TodaysVerse.net
A time to weep, and a time to laugh; a time to mourn, and a time to dance;
King James Version

Meaning

The book of Ecclesiastes is a wisdom book in the Bible, written by a teacher — traditionally understood to be Solomon, a king of ancient Israel famous for his wisdom — who wrestles honestly with life's mysteries and hardships. This verse is part of a well-known poem listing fourteen pairs of human opposites: birth and death, war and peace, silence and speaking. The point isn't that you schedule your emotions on a calendar, but that God has built a rhythm into human life where both sorrow and celebration are legitimate and necessary. Weeping and mourning are not spiritual failures. Laughing and dancing are not signs of shallow faith. Both have their proper place in a full human life.

Prayer

Lord, I confess I often fight the season I'm in rather than trusting You within it. Whether I'm in a time of weeping or laughing today, help me be fully present — and to believe that You are present too. Teach me to hold both grief and joy without rushing either one. Amen.

Reflection

There's a subtle tyranny we impose on ourselves — the idea that grief has an expiration date, or that joy is somehow inappropriate when life is complicated. We tell ourselves (or let others tell us) to move on, be grateful, cheer up. But this ancient poem quietly pushes back. It doesn't rank the pairs. It doesn't say weeping is lesser than laughing, or that mourning is just a phase on the road to dancing. It places them side by side, equal. There is a time. Full stop. No apology attached. Think about the last time you felt guilty for being sad, or strange for laughing at a funeral. This verse gives you permission — not to be permanently stuck in either extreme, but to be fully human in whatever moment you're actually in. You don't have to perform joy when you're grieving. You don't have to feel guilty for dancing when others around you are suffering. Pay attention to what time it honestly is in your life right now — and let yourself be there, without the performance, with God quietly beside you in it.

Discussion Questions

1

What does the structure of this poem — listing opposites side by side — suggest about how the writer understood human experience and God's design for it?

2

Is there an emotion you've been suppressing or rushing past because it didn't feel 'spiritual enough'? What might it look like to give that feeling its proper time?

3

This verse implies grief and joy are equally valid — but does that mean God designed suffering, or simply that He works within it? How does that distinction matter to you personally?

4

How might this verse change the way you respond to a friend who is grieving, especially if you happen to be in a joyful season yourself?

5

This week, what is one concrete way you could honor the actual emotional 'time' you're in, rather than the one you think you're supposed to be in?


Pick out the lines below that contain the string "name" and copy them all.

Stored records
-----

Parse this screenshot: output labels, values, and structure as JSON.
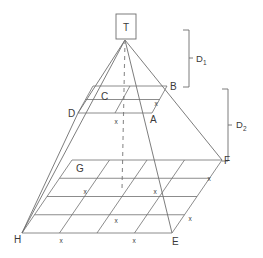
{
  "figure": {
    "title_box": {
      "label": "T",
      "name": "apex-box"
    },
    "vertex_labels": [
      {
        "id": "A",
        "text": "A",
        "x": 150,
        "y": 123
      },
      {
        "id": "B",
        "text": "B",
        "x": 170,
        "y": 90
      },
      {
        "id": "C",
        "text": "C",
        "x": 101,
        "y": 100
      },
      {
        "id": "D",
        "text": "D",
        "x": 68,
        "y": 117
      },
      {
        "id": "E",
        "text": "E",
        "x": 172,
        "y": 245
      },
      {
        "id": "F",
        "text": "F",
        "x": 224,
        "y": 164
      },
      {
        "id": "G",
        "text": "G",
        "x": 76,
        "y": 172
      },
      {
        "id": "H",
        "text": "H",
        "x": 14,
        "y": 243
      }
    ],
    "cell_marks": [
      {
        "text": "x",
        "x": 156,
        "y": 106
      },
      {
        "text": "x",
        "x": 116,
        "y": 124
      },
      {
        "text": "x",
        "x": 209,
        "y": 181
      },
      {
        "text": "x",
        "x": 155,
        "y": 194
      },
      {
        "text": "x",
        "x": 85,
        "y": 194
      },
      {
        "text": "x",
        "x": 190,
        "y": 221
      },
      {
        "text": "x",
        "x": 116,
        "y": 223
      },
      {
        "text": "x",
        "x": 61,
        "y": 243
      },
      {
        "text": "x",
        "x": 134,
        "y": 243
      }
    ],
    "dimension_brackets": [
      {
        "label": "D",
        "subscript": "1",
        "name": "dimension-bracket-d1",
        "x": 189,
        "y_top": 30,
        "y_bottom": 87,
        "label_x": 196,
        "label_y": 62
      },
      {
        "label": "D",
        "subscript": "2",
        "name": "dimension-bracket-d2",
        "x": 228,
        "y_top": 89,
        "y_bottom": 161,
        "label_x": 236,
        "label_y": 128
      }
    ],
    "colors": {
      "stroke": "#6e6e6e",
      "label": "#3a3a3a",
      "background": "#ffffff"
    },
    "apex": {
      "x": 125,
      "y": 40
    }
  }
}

-----

RESPONSE TO THIS TASK →
      "name": "apex-box"
        "name": "dimension-bracket-d1",
        "name": "dimension-bracket-d2",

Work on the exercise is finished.